The best art comes from trauma, and no one feels that regrettable fact right now more than Kesha. Her "Fuck the World" tour is a brilliantly brash spectacle of strength and empowerment. It is a roaring victory in the face of oppressors the world over, and as she stripped and strutted before her live rock band the Creepies across the Fountainebleau's LIV stage, it became apparent that a most deplorable darkness has wrought one fine, shining beacon of rowdy resilience.
The glitter-punk party addict hit mainstream radio hard with trashy dance-pop anthems like “Tik Tok” and “We R Who We R” in 2010. The former is one of the highest-selling singles of all time, but to call her a serious artist then would have invited raised eyebrows and muttered chuckles. She was the messy foil to Katy Perry's whipped-cream American dream. Then tragedy struck.
Rather, it seemed to have been striking all along. Then 27 years old, the singer stood up against her famous producer Dr. Luke in a very public and alarming lawsuit with claims that he'd sexually, mentally, and emotionally abused her throughout her entire career. Kesha admitted herself to rehab for drug addiction and complications from anorexia. Dr. Luke was accused of torturing the singer for her weight. She said he called her “the refrigerator.”
Kesha wanted out of her record deal, but a New York City court ruled against her. She's been in musical legal limbo ever since. Her hands have been legally tied, she can't release new music, and she has only recently returned to the stage, but things are different.
“Miami, we have come here to impregnate you with the sweet lord that is rock and roll,” she called to the heterogenous crowd of fabulous freaks ages 6 to 50-something. “Anything outside of these four walls that's bumming you out — bills, exes, lawsuits — there's no room for that shit here.”
Legally unable to mention Dr. Luke by name, she peppered the performance with heartfelt comments about “a certain someone.”
“I think a certain person thought, you know, I would just lay down and take this, I would just go away, I would just lay down and die,” she said into the standing mike, her hair whipping in mechanical wind, her legs bare in a blue cowgirl body suit, marquee lights shouting “Fuck the World” behind her. “I would just like to say that that someone fucked with the wrong woman!”
“Free Kesha,” the crowd chanted. “Fuck Dr. Luke,” they'd chant later. She couldn't play any new music, but she could make us cry with a cover of Lesley Gore's “You Don't Own Me.” She was fabulous and fierce with a guitar in her hand on “My Love Is Your Drug.” She was almost frightening on an eerie, soulful version of “Blow.” Her bandmates threw glitter bombs in the air and wore costumes as they danced playful choreography to “Dinosaur” and more. The air was ecstatic by the time she teased her last song of the set, the megahit “Tik Tok.”
“We want Kesha,” the audience screamed as stage hands readied for encore. Kesha reappeared in a babydoll dress to play guitar on a Western take of “Timber.” She laid it all out and implored everyone to scream until they were hoarse for the big finale, “Die Young.” Confetti fell from the lighted ceiling as people climbed couches and rushed the stage.
It had only been an hour, and at 10 p.m. the night was still young, but we had all turned a corner together. Kesha has walked the darkest valley, but she has emerged from the shadows a blazing star.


### Goal of the exercise:
Print the records below exactly as they appear. Omit all pictures.

### Provided data:
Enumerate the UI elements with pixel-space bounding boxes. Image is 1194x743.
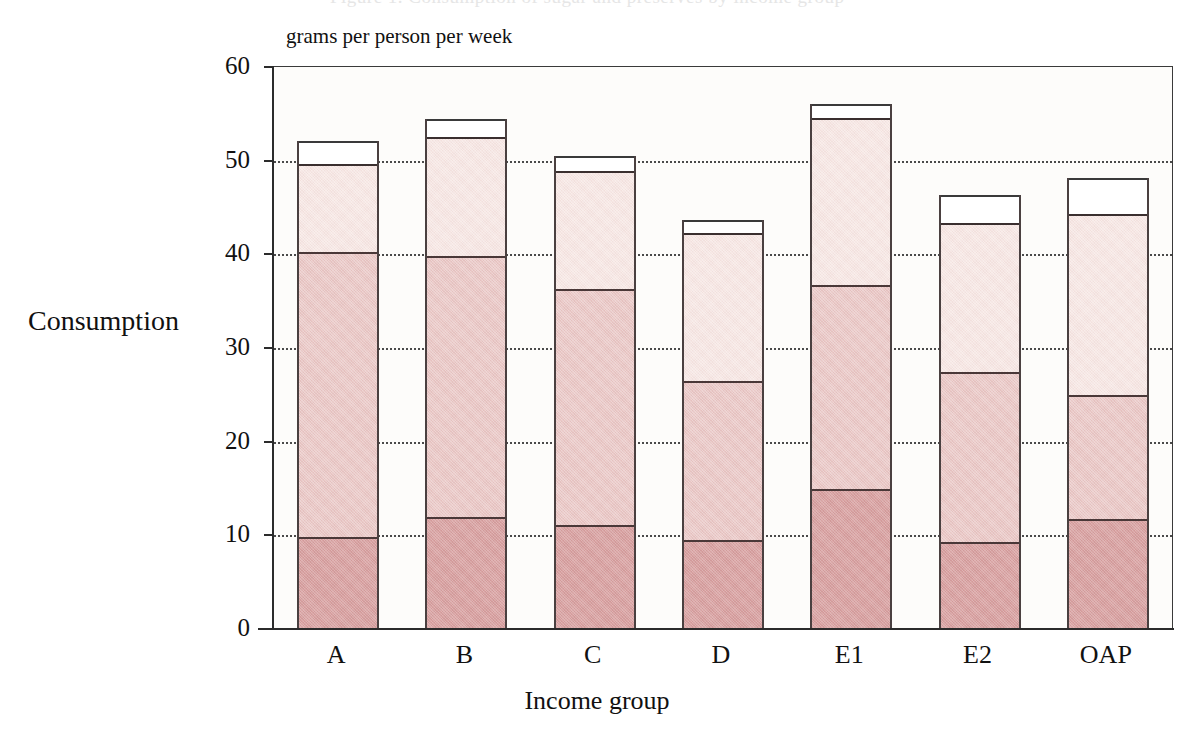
bar-OAP[interactable] [1067,178,1149,629]
y-tick-mark-50 [264,160,274,162]
bar-segment-OAP-segment-1-bottom [1069,519,1147,629]
x-tick-label-C: C [533,640,653,670]
y-axis-title: Consumption [28,305,238,337]
plot-area [272,66,1173,629]
bar-segment-B-segment-4-top [427,119,505,138]
bar-segment-C-segment-4-top [556,156,634,171]
bar-segment-A-segment-2 [299,252,377,537]
bar-segment-D-segment-2 [684,381,762,540]
y-tick-label-30: 30 [196,334,250,359]
y-tick-label-50: 50 [196,147,250,172]
bar-segment-OAP-segment-2 [1069,395,1147,520]
y-tick-mark-0 [264,628,274,630]
gridline-50 [274,161,1172,163]
bar-segment-C-segment-2 [556,289,634,525]
y-tick-label-60: 60 [196,53,250,78]
bar-segment-OAP-segment-4-top [1069,178,1147,215]
y-tick-mark-10 [264,534,274,536]
bar-segment-E1-segment-2 [812,285,890,489]
ghost-title-text: Figure 1. Consumption of sugar and prese… [330,0,844,8]
x-tick-label-E1: E1 [789,640,909,670]
x-tick-label-D: D [661,640,781,670]
y-tick-label-0: 0 [196,615,250,640]
y-tick-label-40: 40 [196,240,250,265]
bar-segment-D-segment-3 [684,233,762,381]
bar-segment-C-segment-3 [556,171,634,289]
bar-C[interactable] [554,156,636,629]
chart-figure: Figure 1. Consumption of sugar and prese… [0,0,1194,743]
x-tick-label-OAP: OAP [1046,640,1166,670]
x-axis-baseline [258,628,1174,630]
y-tick-mark-60 [264,66,274,68]
bar-segment-E2-segment-4-top [941,195,1019,222]
bar-segment-A-segment-1-bottom [299,537,377,629]
bar-B[interactable] [425,119,507,629]
y-tick-label-20: 20 [196,428,250,453]
x-tick-label-B: B [404,640,524,670]
bar-segment-E2-segment-1-bottom [941,542,1019,629]
bar-segment-A-segment-3 [299,164,377,252]
x-tick-label-E2: E2 [918,640,1038,670]
bar-segment-B-segment-1-bottom [427,517,505,629]
bar-E2[interactable] [939,195,1021,629]
y-tick-mark-40 [264,253,274,255]
x-axis-title: Income group [0,686,1194,716]
bar-segment-OAP-segment-3 [1069,214,1147,395]
bar-A[interactable] [297,141,379,629]
bar-segment-E1-segment-3 [812,118,890,286]
bar-segment-B-segment-3 [427,137,505,256]
x-tick-label-A: A [276,640,396,670]
bar-segment-D-segment-1-bottom [684,540,762,629]
units-caption: grams per person per week [286,24,512,49]
bar-segment-E2-segment-3 [941,223,1019,373]
bar-segment-B-segment-2 [427,256,505,516]
y-tick-mark-30 [264,347,274,349]
bar-segment-D-segment-4-top [684,220,762,233]
bar-segment-E1-segment-1-bottom [812,489,890,629]
bar-segment-A-segment-4-top [299,141,377,164]
bar-segment-C-segment-1-bottom [556,525,634,629]
bar-segment-E1-segment-4-top [812,104,890,117]
bar-D[interactable] [682,220,764,629]
bar-E1[interactable] [810,104,892,629]
bar-segment-E2-segment-2 [941,372,1019,542]
cut-off-title-strip: Figure 1. Consumption of sugar and prese… [0,0,1194,18]
y-tick-label-10: 10 [196,521,250,546]
y-tick-mark-20 [264,441,274,443]
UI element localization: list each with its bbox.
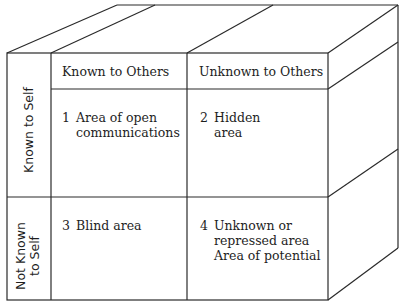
top-diagonal-1 bbox=[51, 5, 155, 53]
cell-text-line: Hidden bbox=[214, 110, 260, 125]
top-right-diagonal bbox=[328, 5, 398, 53]
cell-text-line: communications bbox=[76, 125, 180, 140]
right-diagonal-bottom bbox=[328, 248, 398, 300]
cell-text-line: area bbox=[214, 125, 260, 140]
right-diagonal-header bbox=[328, 42, 398, 89]
cell-text-line: Unknown or bbox=[214, 218, 320, 233]
column-header-unknown-to-others: Unknown to Others bbox=[199, 64, 323, 79]
right-diagonal-mid bbox=[328, 149, 398, 197]
cell-hidden-area: 2 Hidden area bbox=[200, 110, 260, 140]
cell-number: 2 bbox=[200, 110, 214, 140]
cell-number: 3 bbox=[62, 218, 76, 233]
top-diagonal-2 bbox=[187, 5, 273, 53]
row-header-not-known-to-self: Not Known to Self bbox=[14, 216, 44, 296]
top-left-diagonal bbox=[7, 5, 117, 53]
cell-text-line: Blind area bbox=[76, 218, 142, 233]
cell-number: 4 bbox=[200, 218, 214, 263]
cell-open-area: 1 Area of open communications bbox=[62, 110, 180, 140]
row-header-line2: to Self bbox=[28, 216, 42, 296]
cell-number: 1 bbox=[62, 110, 76, 140]
cell-unknown-area: 4 Unknown or repressed area Area of pote… bbox=[200, 218, 320, 263]
row-header-known-to-self: Known to Self bbox=[22, 75, 36, 185]
row-header-line1: Not Known bbox=[14, 216, 28, 296]
cell-text-line: Area of open bbox=[76, 110, 180, 125]
johari-window-diagram: Known to Others Unknown to Others Known … bbox=[0, 0, 403, 306]
column-header-known-to-others: Known to Others bbox=[62, 64, 169, 79]
cell-text-line: repressed area bbox=[214, 233, 320, 248]
cell-text-line: Area of potential bbox=[214, 248, 320, 263]
cell-blind-area: 3 Blind area bbox=[62, 218, 142, 233]
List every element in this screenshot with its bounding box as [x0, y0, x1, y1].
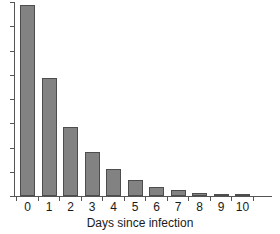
bar [171, 190, 186, 196]
x-axis-title: Days since infection [0, 216, 280, 230]
x-axis-spine [14, 196, 272, 197]
bar-chart-figure: 012345678910 Days since infection [0, 0, 280, 234]
x-tick-label-7: 7 [167, 200, 189, 214]
x-axis-tick-labels: 012345678910 [14, 200, 272, 215]
bar [85, 152, 100, 196]
x-tick-label-6: 6 [146, 200, 168, 214]
bar-slot [149, 2, 164, 196]
bar [42, 78, 57, 196]
bar [235, 194, 250, 196]
bar [192, 193, 207, 196]
bar-slot [128, 2, 143, 196]
x-tick-label-1: 1 [38, 200, 60, 214]
bar-slot [85, 2, 100, 196]
bar-slot [214, 2, 229, 196]
x-tick-label-3: 3 [81, 200, 103, 214]
bar [214, 194, 229, 196]
x-tick-label-9: 9 [210, 200, 232, 214]
bar [20, 5, 35, 196]
x-tick-label-5: 5 [124, 200, 146, 214]
bar-slot [42, 2, 57, 196]
bar-slot [106, 2, 121, 196]
bar [63, 127, 78, 196]
bar-slot [63, 2, 78, 196]
bar-slot [20, 2, 35, 196]
bar [149, 187, 164, 196]
x-tick-label-10: 10 [232, 200, 254, 214]
y-tick [10, 196, 14, 197]
bar-slot [235, 2, 250, 196]
x-tick-label-4: 4 [103, 200, 125, 214]
bar [106, 169, 121, 196]
x-tick-label-0: 0 [17, 200, 39, 214]
x-tick-label-8: 8 [189, 200, 211, 214]
bar [128, 180, 143, 196]
bar-slot [171, 2, 186, 196]
x-tick-label-2: 2 [60, 200, 82, 214]
bar-slot [192, 2, 207, 196]
bar-series [14, 2, 272, 196]
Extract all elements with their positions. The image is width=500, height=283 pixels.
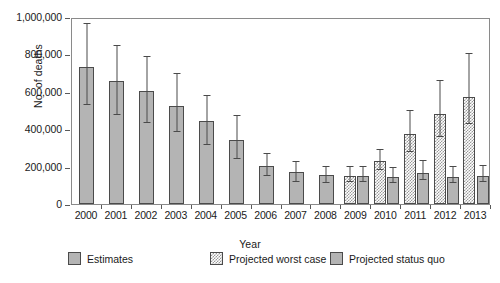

### Final answer:
Enumerate the UI elements with pixel-space bounding boxes. Image is 1194x743.
bar-OAP[interactable] [1067,178,1149,629]
y-tick-mark-50 [264,160,274,162]
bar-segment-OAP-segment-1-bottom [1069,519,1147,629]
x-tick-label-C: C [533,640,653,670]
y-axis-title: Consumption [28,305,238,337]
plot-area [272,66,1173,629]
bar-segment-B-segment-4-top [427,119,505,138]
bar-segment-C-segment-4-top [556,156,634,171]
bar-segment-A-segment-2 [299,252,377,537]
bar-segment-D-segment-2 [684,381,762,540]
y-tick-label-30: 30 [196,334,250,359]
y-tick-label-50: 50 [196,147,250,172]
bar-segment-OAP-segment-2 [1069,395,1147,520]
y-tick-mark-0 [264,628,274,630]
gridline-50 [274,161,1172,163]
bar-segment-C-segment-2 [556,289,634,525]
y-tick-label-60: 60 [196,53,250,78]
bar-segment-OAP-segment-4-top [1069,178,1147,215]
y-tick-mark-10 [264,534,274,536]
bar-segment-E1-segment-2 [812,285,890,489]
ghost-title-text: Figure 1. Consumption of sugar and prese… [330,0,844,8]
x-tick-label-E1: E1 [789,640,909,670]
x-tick-label-D: D [661,640,781,670]
y-tick-label-0: 0 [196,615,250,640]
y-tick-label-40: 40 [196,240,250,265]
bar-segment-D-segment-3 [684,233,762,381]
bar-segment-C-segment-3 [556,171,634,289]
bar-C[interactable] [554,156,636,629]
chart-figure: Figure 1. Consumption of sugar and prese… [0,0,1194,743]
x-tick-label-OAP: OAP [1046,640,1166,670]
x-axis-baseline [258,628,1174,630]
y-tick-mark-60 [264,66,274,68]
bar-segment-E2-segment-4-top [941,195,1019,222]
bar-segment-A-segment-1-bottom [299,537,377,629]
bar-B[interactable] [425,119,507,629]
y-tick-label-20: 20 [196,428,250,453]
x-tick-label-B: B [404,640,524,670]
bar-segment-E2-segment-1-bottom [941,542,1019,629]
bar-segment-A-segment-3 [299,164,377,252]
x-tick-label-E2: E2 [918,640,1038,670]
bar-segment-B-segment-1-bottom [427,517,505,629]
bar-E2[interactable] [939,195,1021,629]
y-tick-mark-40 [264,253,274,255]
x-axis-title: Income group [0,686,1194,716]
bar-segment-OAP-segment-3 [1069,214,1147,395]
bar-A[interactable] [297,141,379,629]
bar-segment-E1-segment-3 [812,118,890,286]
bar-segment-B-segment-3 [427,137,505,256]
x-tick-label-A: A [276,640,396,670]
bar-segment-D-segment-1-bottom [684,540,762,629]
units-caption: grams per person per week [286,24,512,49]
bar-segment-E2-segment-3 [941,223,1019,373]
bar-segment-B-segment-2 [427,256,505,516]
y-tick-mark-30 [264,347,274,349]
bar-segment-D-segment-4-top [684,220,762,233]
bar-segment-E1-segment-1-bottom [812,489,890,629]
bar-segment-A-segment-4-top [299,141,377,164]
bar-segment-C-segment-1-bottom [556,525,634,629]
bar-segment-E1-segment-4-top [812,104,890,117]
bar-D[interactable] [682,220,764,629]
bar-E1[interactable] [810,104,892,629]
bar-segment-E2-segment-2 [941,372,1019,542]
cut-off-title-strip: Figure 1. Consumption of sugar and prese… [0,0,1194,18]
y-tick-label-10: 10 [196,521,250,546]
y-tick-mark-20 [264,441,274,443]
UI element localization: list each with its bbox.
top-diagonal-1 bbox=[51, 5, 155, 53]
cell-text-line: Hidden bbox=[214, 110, 260, 125]
top-right-diagonal bbox=[328, 5, 398, 53]
cell-text-line: communications bbox=[76, 125, 180, 140]
right-diagonal-bottom bbox=[328, 248, 398, 300]
cell-text-line: area bbox=[214, 125, 260, 140]
right-diagonal-header bbox=[328, 42, 398, 89]
cell-text-line: Unknown or bbox=[214, 218, 320, 233]
column-header-unknown-to-others: Unknown to Others bbox=[199, 64, 323, 79]
right-diagonal-mid bbox=[328, 149, 398, 197]
cell-hidden-area: 2 Hidden area bbox=[200, 110, 260, 140]
cell-number: 2 bbox=[200, 110, 214, 140]
cell-number: 3 bbox=[62, 218, 76, 233]
top-diagonal-2 bbox=[187, 5, 273, 53]
row-header-not-known-to-self: Not Known to Self bbox=[14, 216, 44, 296]
top-left-diagonal bbox=[7, 5, 117, 53]
cell-text-line: Blind area bbox=[76, 218, 142, 233]
cell-number: 4 bbox=[200, 218, 214, 263]
cell-open-area: 1 Area of open communications bbox=[62, 110, 180, 140]
row-header-line2: to Self bbox=[28, 216, 42, 296]
cell-number: 1 bbox=[62, 110, 76, 140]
cell-unknown-area: 4 Unknown or repressed area Area of pote… bbox=[200, 218, 320, 263]
row-header-known-to-self: Known to Self bbox=[22, 75, 36, 185]
row-header-line1: Not Known bbox=[14, 216, 28, 296]
cell-text-line: Area of open bbox=[76, 110, 180, 125]
johari-window-diagram: Known to Others Unknown to Others Known … bbox=[0, 0, 403, 306]
column-header-known-to-others: Known to Others bbox=[62, 64, 169, 79]
cell-text-line: repressed area bbox=[214, 233, 320, 248]
cell-text-line: Area of potential bbox=[214, 248, 320, 263]
cell-blind-area: 3 Blind area bbox=[62, 218, 142, 233]
List every element in this screenshot with its bounding box as [x0, y0, x1, y1].
bar [171, 190, 186, 196]
x-axis-title: Days since infection [0, 216, 280, 230]
x-axis-spine [14, 196, 272, 197]
bar-chart-figure: 012345678910 Days since infection [0, 0, 280, 234]
x-tick-label-7: 7 [167, 200, 189, 214]
x-axis-tick-labels: 012345678910 [14, 200, 272, 215]
bar [85, 152, 100, 196]
x-tick-label-6: 6 [146, 200, 168, 214]
bar-slot [149, 2, 164, 196]
bar [42, 78, 57, 196]
bar [235, 194, 250, 196]
bar [192, 193, 207, 196]
bar-slot [128, 2, 143, 196]
x-tick-label-1: 1 [38, 200, 60, 214]
bar-slot [85, 2, 100, 196]
bar-slot [214, 2, 229, 196]
x-tick-label-3: 3 [81, 200, 103, 214]
bar [214, 194, 229, 196]
x-tick-label-9: 9 [210, 200, 232, 214]
bar [20, 5, 35, 196]
x-tick-label-5: 5 [124, 200, 146, 214]
bar-slot [42, 2, 57, 196]
bar-slot [106, 2, 121, 196]
bar [63, 127, 78, 196]
bar-slot [63, 2, 78, 196]
bar-slot [20, 2, 35, 196]
bar [149, 187, 164, 196]
x-tick-label-10: 10 [232, 200, 254, 214]
y-tick [10, 196, 14, 197]
bar-slot [235, 2, 250, 196]
x-tick-label-4: 4 [103, 200, 125, 214]
bar [106, 169, 121, 196]
x-tick-label-0: 0 [17, 200, 39, 214]
x-tick-label-8: 8 [189, 200, 211, 214]
bar [128, 180, 143, 196]
bar-slot [171, 2, 186, 196]
x-tick-label-2: 2 [60, 200, 82, 214]
bar-slot [192, 2, 207, 196]
bar-series [14, 2, 272, 196]
Extract all elements with their positions. The image is width=500, height=283 pixels.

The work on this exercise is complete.